Lawyers for the 40-year-old Australian say his removal would be "unfair and unlawful".



Two judges sitting in London heard the case in July and are due to give their ruling next Wednesday.



The Swedish authorities want him to answer accusations of raping one woman and sexually molesting and coercing another in Stockholm in August last year.



Assange, whose WikiLeaks website published a mass of leaked diplomatic cables that rocked the US government, denies the allegations and says they are politically motivated.



The High Court in London is having to decide whether or not to uphold a ruling in February by District Judge Howard Riddle at Belmarsh Magistrates' Court, south London, that the computer expert should be extradited to face investigation.







Assange burst into the public consciousness in April 2010 when Wikileaks released Collateral Murder - video footage of a US air crew shooting Iraqi civilians in 2007.



The whistleblower website, which claimed a database of 1.2 million documents within a year of its 2006 launch, regularly hit the headlines in 2010 with a series of leaks.



The US Embassy Cables, Afghanistan war logs and Iraq war logs, which were drip-fed to the media in 2010, helped raise the profile of Assange, 39.



By the end of the year he had become a minor celebrity. Upon his arrest in December 2010 he had a number of famous friends and supporters who helped him to raise bail of £200,000.



These included film-maker Ken Loach and socialite and charity fundraiser Jemima Khan, who each offered £20,000.
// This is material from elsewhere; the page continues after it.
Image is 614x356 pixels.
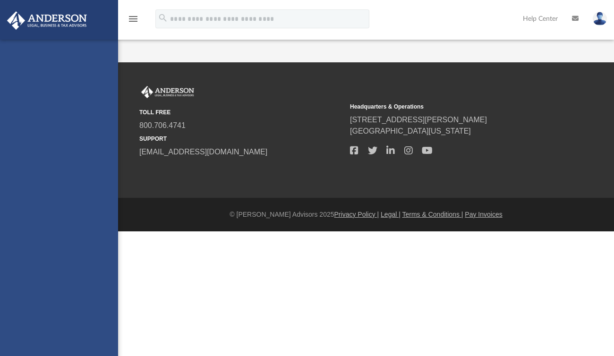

Assange always claimed that the allegations against him were politically motivated and linked to the activities of the whistleblower website.



On Monday Assange revealed that the site is at risk of closure, and is suspending its publishing operations to concentrate on fighting a financial blockade and raising new funds.



The stricken website is running on cash reserves after an "arbitrary and unlawful financial blockade" was imposed by Bank of America, Visa, MasterCard, PayPal and Western union last December, said Assange.